Worthy of the Crown: The Hot Wing King Pits Family Against Fame

Royalty comes in many forms. A proud and gleaming crown. A leader, whether head of the household, a proud parent, or the coach of a team. Or even the playful banter between lovers, endearments of “Queen!” that make another person feel warm and shining from the inside out, worthy of love and devotion. This potent […]

Contrasting Doo-wop and Death in Little Shop of Horrors

Little Shop of Horrors, the 80s musical about a lowly flower shop clerk who makes a Faustian bargain with his man-eating plant, was an unexpected success that has now won the adoration of generations. The show has sci-fi roots in an early short story by H.G. Wells. “The Flowering of the Strange Orchid” about a […]

Seeing Yourself in The Wiz

Standing in the pastel-blue living room, hair in some incongruous “Broadway” style, an 8-year-old sings “Home,” wistfully crooning in her best Stephanie Mills style. Three years later, she and her friends choreograph a dizzying, spinning version of “Tornado” for the school dance show. That little white girl? She loved The Wiz, but she had no […]

Mean Girls Underlines Women-Centered Storytelling

From a pop culture phenomenon in the 2000s to a feminist shift in Broadway representation, Mean Girls always comes along at a time when we need it the most. Twenty- five years ago, the box office was dominated by action-packed fantasy film franchises; from pirates to wizards, superheroes to jedis – audiences couldn’t escape the […]
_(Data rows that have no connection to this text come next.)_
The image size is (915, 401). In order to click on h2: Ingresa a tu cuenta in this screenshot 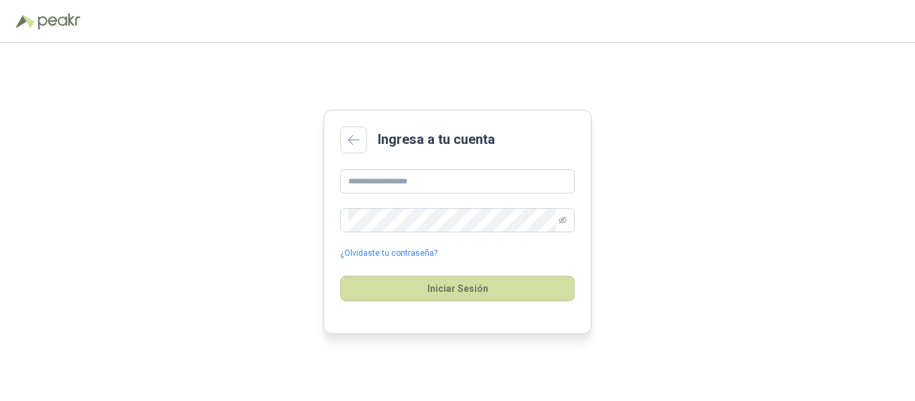, I will do `click(436, 139)`.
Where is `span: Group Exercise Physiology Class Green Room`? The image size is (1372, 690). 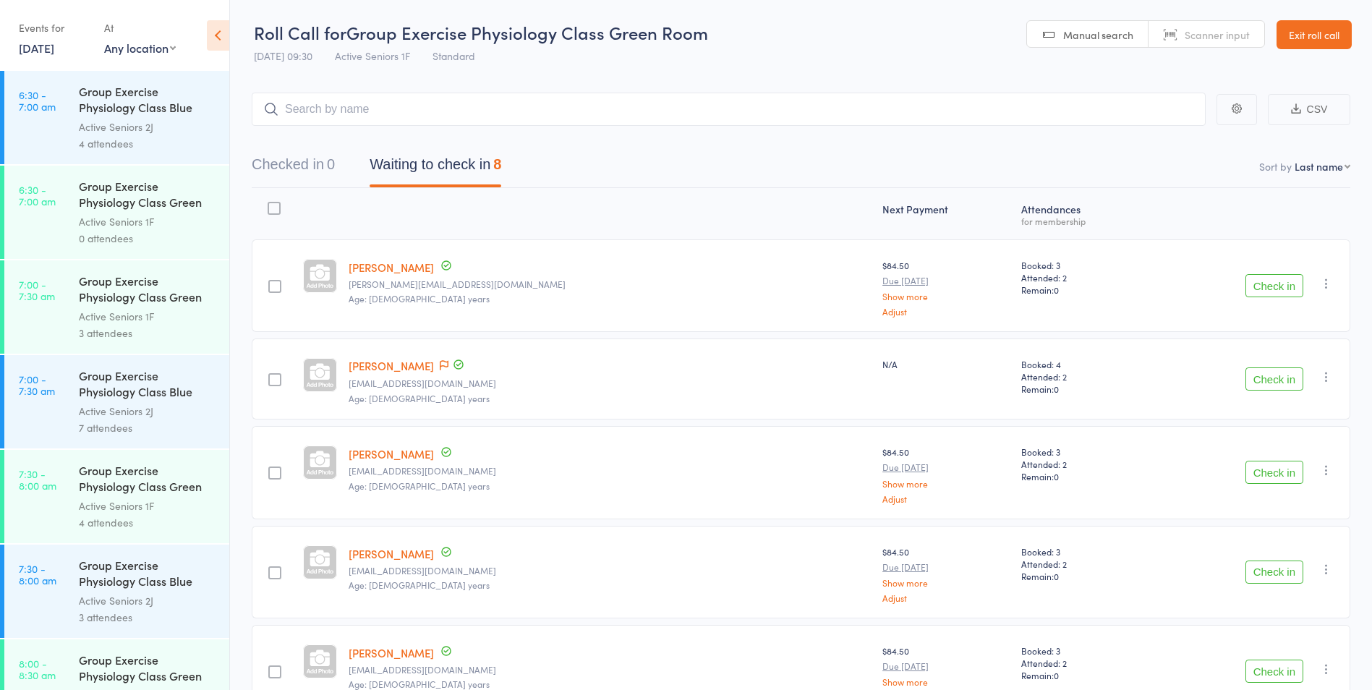
span: Group Exercise Physiology Class Green Room is located at coordinates (527, 32).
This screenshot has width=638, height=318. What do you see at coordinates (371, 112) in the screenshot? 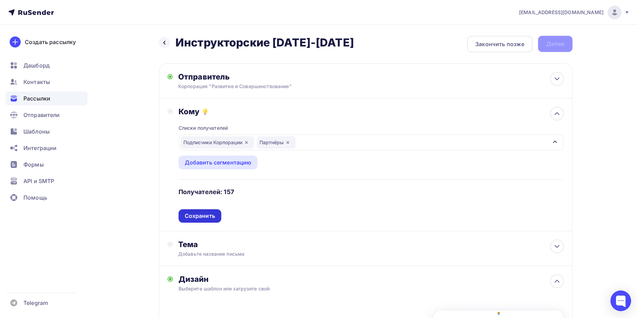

Puppeteers Bring Animals to Life in Life of Pi

The life of Pi has been long and fruitful, although full of challenges for the title character. The peregrinations of Piscine Molitor Patel began with the best-selling 2001 novel by Canadian author Yann Martel, continuing 11 years later with the Ang Lee film, which won four Academy Awards. In 2023, it moved to Broadway in […]

Finding Your Way Through The Reservoir

The presentation of The Reservoir by the Denver Center Theatre Company marks a full-circle return for a Colorado playwright who grew up at this theatre. Jake Brasch is coming home in multiple ways for the world premiere of The Reservoir, his deeply personal play about addiction, Alzheimer’s, and inter-generational connections, soon to be in production […]

The Suffragette’s Murder: A Mystery and More

The year is 1857. The locale is a boardinghouse on the Lower East Side of Manhattan. It’s a homey dwelling, run by an upstanding middle-aged couple. But behind its unremarkable façade lies a den of activists engaged in the fight for women’s suffrage — in an America where only men of property have the right […]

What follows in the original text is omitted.